Trustworthy certification by industry, though subject to government interventions and regulation, can be done in ways that increase innovation. However, other methods to increase trustworthiness are for accounting firms to conduct independent audits, insurance companies to compensate for failures, non-governmental and civil society organizations to advance design principles, and professional organizations to develop voluntary standards and prudent policies.
Related Material:
- National Academy of Engineering Perspective (April 7, 2022): Ensuring Human Control over AI-Infused Systems
- Sparks of Innovation publishes controversial guidelines (September 9, 2021): Ten Old Beliefs and New Ideas: Steps toward Human-Centered AI
- Responsible AI: Bridging from Ethics to Practice, Communications of the ACM 64, 8 (August 2021), 32-35. Video summary.
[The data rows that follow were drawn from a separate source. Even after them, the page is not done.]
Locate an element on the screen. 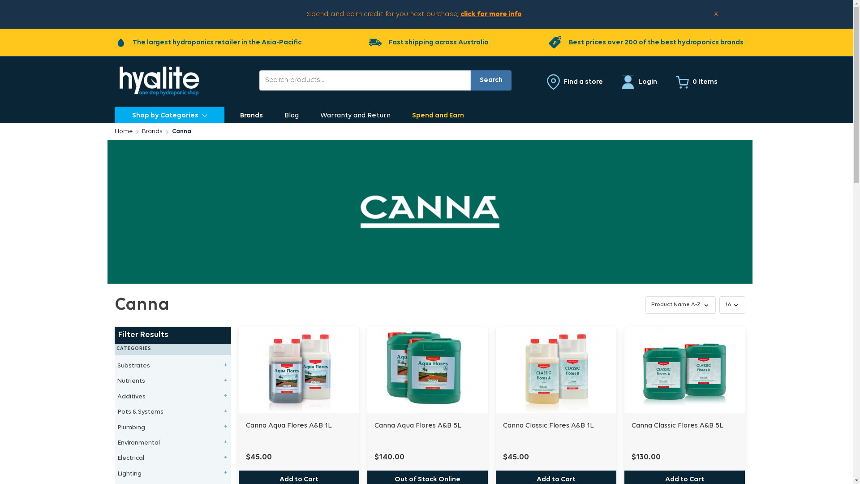 This screenshot has height=484, width=860. Brands is located at coordinates (252, 116). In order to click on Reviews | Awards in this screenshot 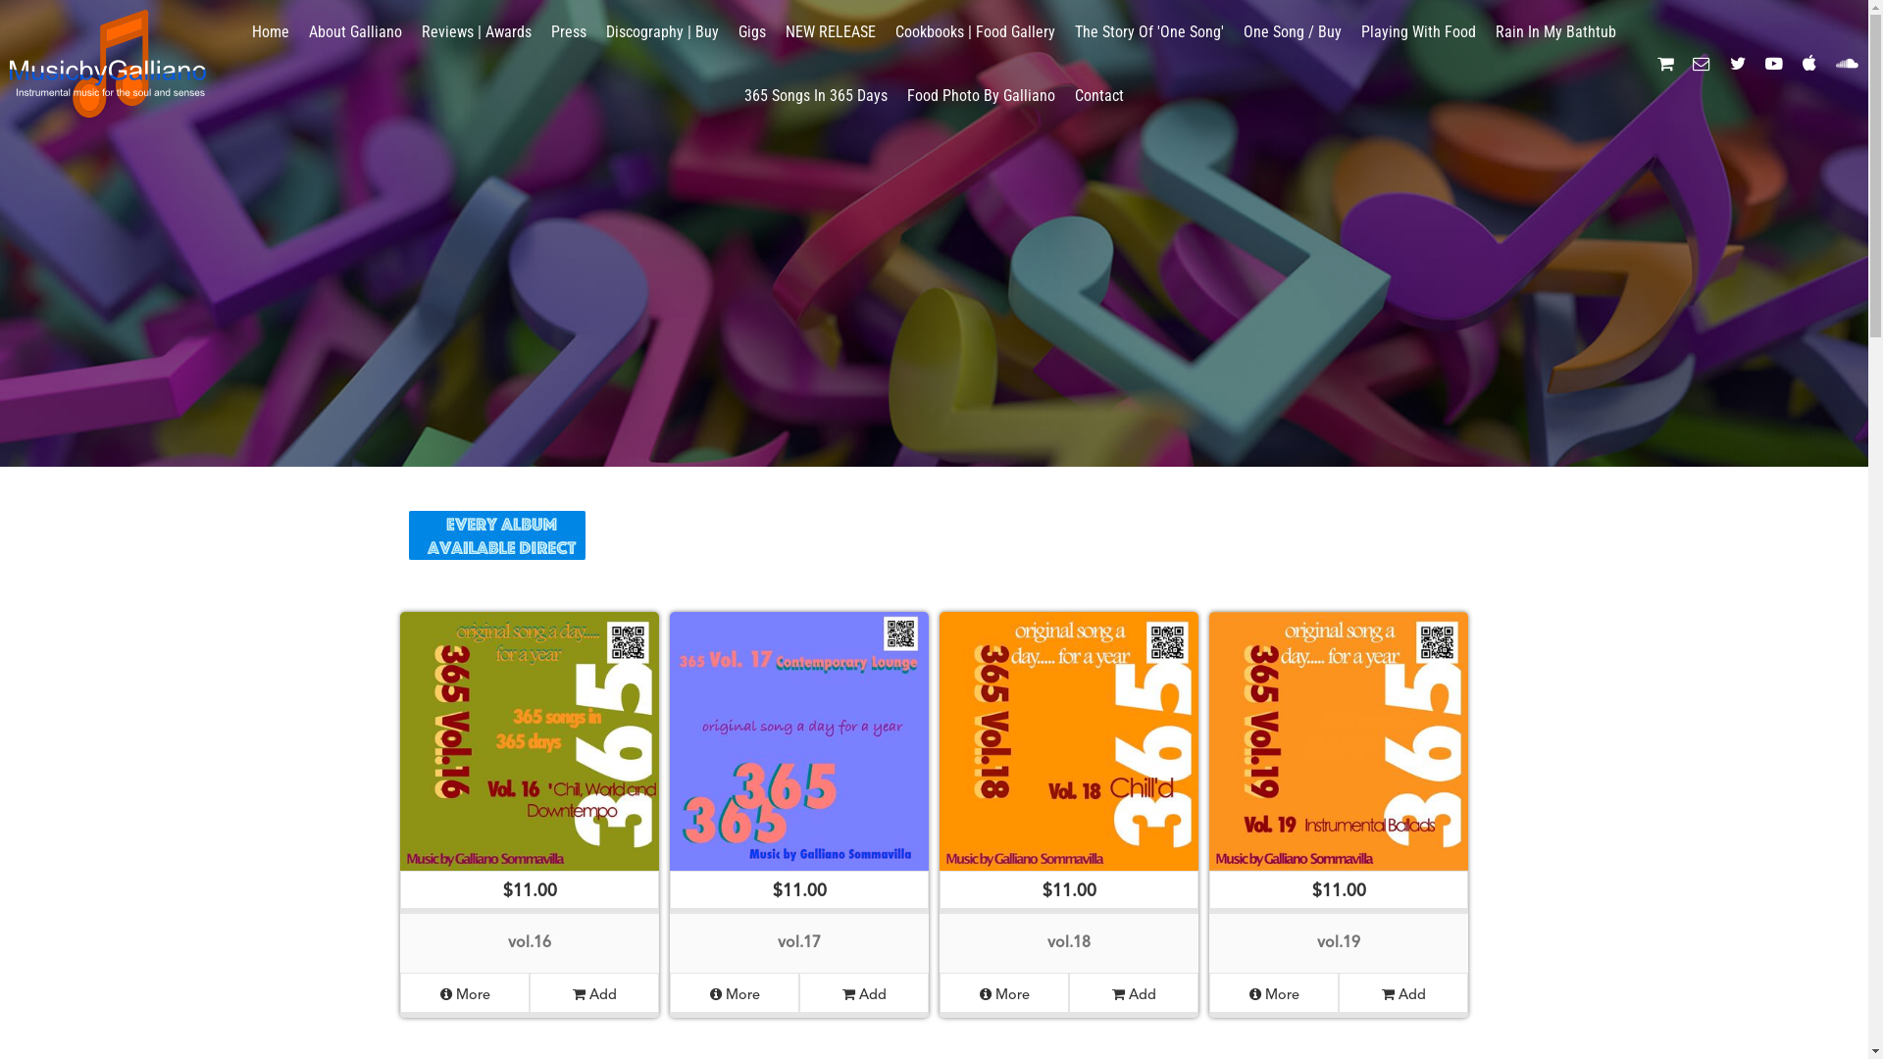, I will do `click(477, 31)`.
- National Academy of Science policy magazine ISSUES (Winter 2021) has Ben Shneiderman’s article on Human-Centered AI.
- Shneiderman, B., Human-Centered AI: A second Copernican Revolution, AIS Transactions on Human-Computer Interaction 12, 3 (September 2020).
- HCIL Workshop on Human-Centered AI Multiple videos (May 2020).
- Paper on Independent Oversight for Algorithms (PNAS, 2016): The dangers of faulty, biased, or malicious algorithms requires independent oversight.